Even so, the festival atmosphere and the intensity of the performative and activist works are too dominant to allow the more traditional visual arts to have real impact. The Swedish-Sami poet Timimie Marak certainly owned Kunsthall Trondheim during her spoken word performance, where she, standing beneath Claire Fontaine’s neon work Foreigners Everywhere, delved deep into her own experiences of violence, mental colonisation and gender struggles. It was suddenly very fitting that one of Fontaines signs features the title of her work translated into South Sami.

Timimie Märak at Kunsthall Trondheim. Photo: Arne Skaug Olsen.

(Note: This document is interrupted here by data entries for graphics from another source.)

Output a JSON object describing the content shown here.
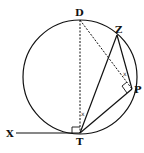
{
  "diagram": {
    "type": "circle-geometry",
    "circle": {
      "cx": 80,
      "cy": 77,
      "r": 57
    },
    "points": {
      "D": {
        "label": "D",
        "x": 80,
        "y": 20
      },
      "Z": {
        "label": "Z",
        "x": 117,
        "y": 35
      },
      "P": {
        "label": "P",
        "x": 132,
        "y": 89
      },
      "T": {
        "label": "T",
        "x": 80,
        "y": 133
      },
      "X": {
        "label": "X",
        "x": 16,
        "y": 133
      }
    },
    "solid_segments": [
      "XT",
      "TZ",
      "ZP",
      "PT"
    ],
    "dashed_segments": [
      "DT",
      "DP"
    ],
    "right_angles": [
      "XTD",
      "DPT"
    ],
    "angle_marks": [
      {
        "at": "T",
        "between": "DT,ZT",
        "mark": "x"
      },
      {
        "at": "P",
        "between": "DP,ZP",
        "mark": "x"
      }
    ],
    "colors": {
      "stroke": "#111111",
      "background": "#ffffff"
    }
  }
}
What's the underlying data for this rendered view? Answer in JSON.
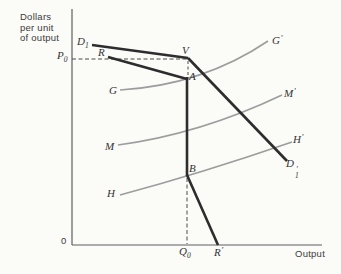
{
  "figure": {
    "width": 341,
    "height": 274,
    "bg": "#fbfbf8",
    "colors": {
      "dark": "#2d2d2d",
      "gray": "#9d9d9d",
      "axis": "#5f5f5f",
      "dash": "#4a4a4a",
      "text": "#3a3a3a"
    },
    "y_axis_label_lines": [
      "Dollars",
      "per unit",
      "of output"
    ]
  },
  "chart_data": {
    "type": "line",
    "xlabel": "Output",
    "ylabel": "Dollars per unit of output",
    "axes_numeric": false,
    "grid": false,
    "reference_labels": {
      "price_axis": "P0",
      "quantity_axis": "Q0",
      "origin": "0"
    },
    "marked_points": [
      "V",
      "A",
      "B"
    ],
    "axes": [
      {
        "name": "y-axis",
        "color": "axis",
        "width": 1.2,
        "points": [
          [
            72,
            9
          ],
          [
            72,
            245
          ]
        ]
      },
      {
        "name": "x-axis",
        "color": "axis",
        "width": 1.2,
        "points": [
          [
            72,
            245
          ],
          [
            322,
            245
          ]
        ]
      }
    ],
    "dashed_guides": [
      {
        "name": "p0-price-guide",
        "color": "dash",
        "width": 1,
        "dash": "4,2.5",
        "points": [
          [
            72,
            59
          ],
          [
            187,
            59
          ]
        ]
      },
      {
        "name": "v-a-kink-guide",
        "color": "dash",
        "width": 1,
        "dash": "3,2.5",
        "points": [
          [
            188,
            61
          ],
          [
            188,
            77
          ]
        ]
      },
      {
        "name": "q0-quantity-guide",
        "color": "dash",
        "width": 1,
        "dash": "4,2.5",
        "points": [
          [
            187,
            178
          ],
          [
            187,
            244
          ]
        ]
      }
    ],
    "series": [
      {
        "name": "mc-curve-G",
        "role": "cost-curve G-G'",
        "color": "gray",
        "width": 1.7,
        "points": [
          [
            120,
            90
          ],
          [
            268,
            41
          ]
        ],
        "ctrl": [
          203,
          85
        ]
      },
      {
        "name": "mc-curve-M",
        "role": "cost-curve M-M'",
        "color": "gray",
        "width": 1.7,
        "points": [
          [
            118,
            145
          ],
          [
            282,
            95
          ]
        ],
        "ctrl": [
          200,
          134
        ]
      },
      {
        "name": "mc-curve-H",
        "role": "cost-curve H-H'",
        "color": "gray",
        "width": 1.7,
        "points": [
          [
            120,
            195
          ],
          [
            292,
            142
          ]
        ],
        "ctrl": [
          202,
          173
        ]
      },
      {
        "name": "demand-curve-upper",
        "role": "demand D1 to kink V",
        "color": "dark",
        "width": 2.6,
        "points": [
          [
            92,
            45
          ],
          [
            188,
            58
          ]
        ]
      },
      {
        "name": "demand-curve-lower",
        "role": "demand kink V to D1'",
        "color": "dark",
        "width": 2.6,
        "points": [
          [
            188,
            58
          ],
          [
            287,
            161
          ]
        ]
      },
      {
        "name": "mr-curve-upper",
        "role": "marginal revenue R to A",
        "color": "dark",
        "width": 2.6,
        "points": [
          [
            108,
            57
          ],
          [
            187,
            79
          ]
        ]
      },
      {
        "name": "mr-vertical-gap",
        "role": "marginal revenue gap A to B",
        "color": "dark",
        "width": 2.6,
        "points": [
          [
            187,
            77
          ],
          [
            187,
            176
          ]
        ]
      },
      {
        "name": "mr-curve-lower",
        "role": "marginal revenue B to R'",
        "color": "dark",
        "width": 2.6,
        "points": [
          [
            187,
            175
          ],
          [
            218,
            245
          ]
        ]
      }
    ]
  },
  "labels": [
    {
      "id": "label-D1",
      "base": "D",
      "sub": "1",
      "x": 77,
      "y": 36,
      "font": "math"
    },
    {
      "id": "label-R",
      "base": "R",
      "x": 98,
      "y": 47,
      "font": "math"
    },
    {
      "id": "label-V",
      "base": "V",
      "x": 182,
      "y": 45,
      "font": "math"
    },
    {
      "id": "label-P0",
      "base": "P",
      "sub": "0",
      "x": 57,
      "y": 50,
      "font": "math"
    },
    {
      "id": "label-G",
      "base": "G",
      "x": 109,
      "y": 85,
      "font": "math"
    },
    {
      "id": "label-A",
      "base": "A",
      "x": 189,
      "y": 71,
      "font": "math"
    },
    {
      "id": "label-G-prime",
      "base": "G",
      "prime": "′",
      "x": 272,
      "y": 33,
      "font": "math"
    },
    {
      "id": "label-M",
      "base": "M",
      "x": 105,
      "y": 141,
      "font": "math"
    },
    {
      "id": "label-M-prime",
      "base": "M",
      "prime": "′",
      "x": 284,
      "y": 86,
      "font": "math"
    },
    {
      "id": "label-H",
      "base": "H",
      "x": 107,
      "y": 188,
      "font": "math"
    },
    {
      "id": "label-H-prime",
      "base": "H",
      "prime": "′",
      "x": 293,
      "y": 132,
      "font": "math"
    },
    {
      "id": "label-B",
      "base": "B",
      "x": 189,
      "y": 163,
      "font": "math"
    },
    {
      "id": "label-D1-prime",
      "base": "D",
      "sub": "1",
      "prime": "′",
      "stack": true,
      "x": 286,
      "y": 158,
      "font": "math"
    },
    {
      "id": "label-Q0",
      "base": "Q",
      "sub": "0",
      "x": 179,
      "y": 246,
      "font": "math"
    },
    {
      "id": "label-R-prime",
      "base": "R",
      "prime": "′",
      "x": 214,
      "y": 245,
      "font": "math"
    },
    {
      "id": "label-origin",
      "base": "0",
      "x": 61,
      "y": 236,
      "font": "sans"
    },
    {
      "id": "label-output",
      "base": "Output",
      "x": 295,
      "y": 249,
      "font": "sans"
    }
  ]
}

What is happening in Sápmi in 2017 is more than just a retrospective anniversary. Sami art activism is perhaps particularly important as a model for new generations of artists. There is an obvious aesthetic kinship between the seventies activism seen in artists such as Hans Ragnar Mathisen, Arvid Sveen and Synnøve Persen and the new activism exemplified by Máret Ánne Sara and Anders Sunna. But where the previous generation’s struggle was related to history, the official policy of Norwegianisation, and the protests against the Alta Dam and the confrontation with the police this entailed, the new struggle is against a less violent state, represented by bureaucracy and regulatory bodies. It is a State which normalizes, equalises and gnaws at the foundation of the Sami identity and way of life – as in the case of the current trial of Jovsset Ánte Sara versus the State.

During Tråante one of the most high-profile Sami artists of the last forty years, Synnøve Persen, was presented at the hotel Scandic Lerkendal in a trade fair booth outside the conference rooms where Sami questions were on the agenda. Artistically this setting may have lacked elegance, but politically it was exactly right. Her monochrome paintings are so striking in their references to the Sami colours that it would be silly to talk about them as monochromes in the traditional art historical sense. Persen will be among the contributors to Documenta 14, and regardless of whether she will show these paintings or her sketches for a Sami flag it will be interesting to see what Documenta does for these works and whether the tides of history will be as strongly felt in Kassel as at Tråante 2017.

Whatever the case may be, 2017 will see a new chapter in the history of Sami and activist art. Tråante 2017 and Pile ó Sápmi demonstrate that this celebration of a hundred years of struggle is equally much a starting point for new struggles. As Ánde Somby summed up the situation at Small Projects: “The hard, cold struggle is our home”. The fight of the Sami has only just begun, and artists hold a central position in that battle – in regional history writing, but also in new, international networks.

Synnøve Persen, Who’s Afraid: Gii balla, part of the project Show Me Colour, 2017. Photo: Arne Skaug Olsen.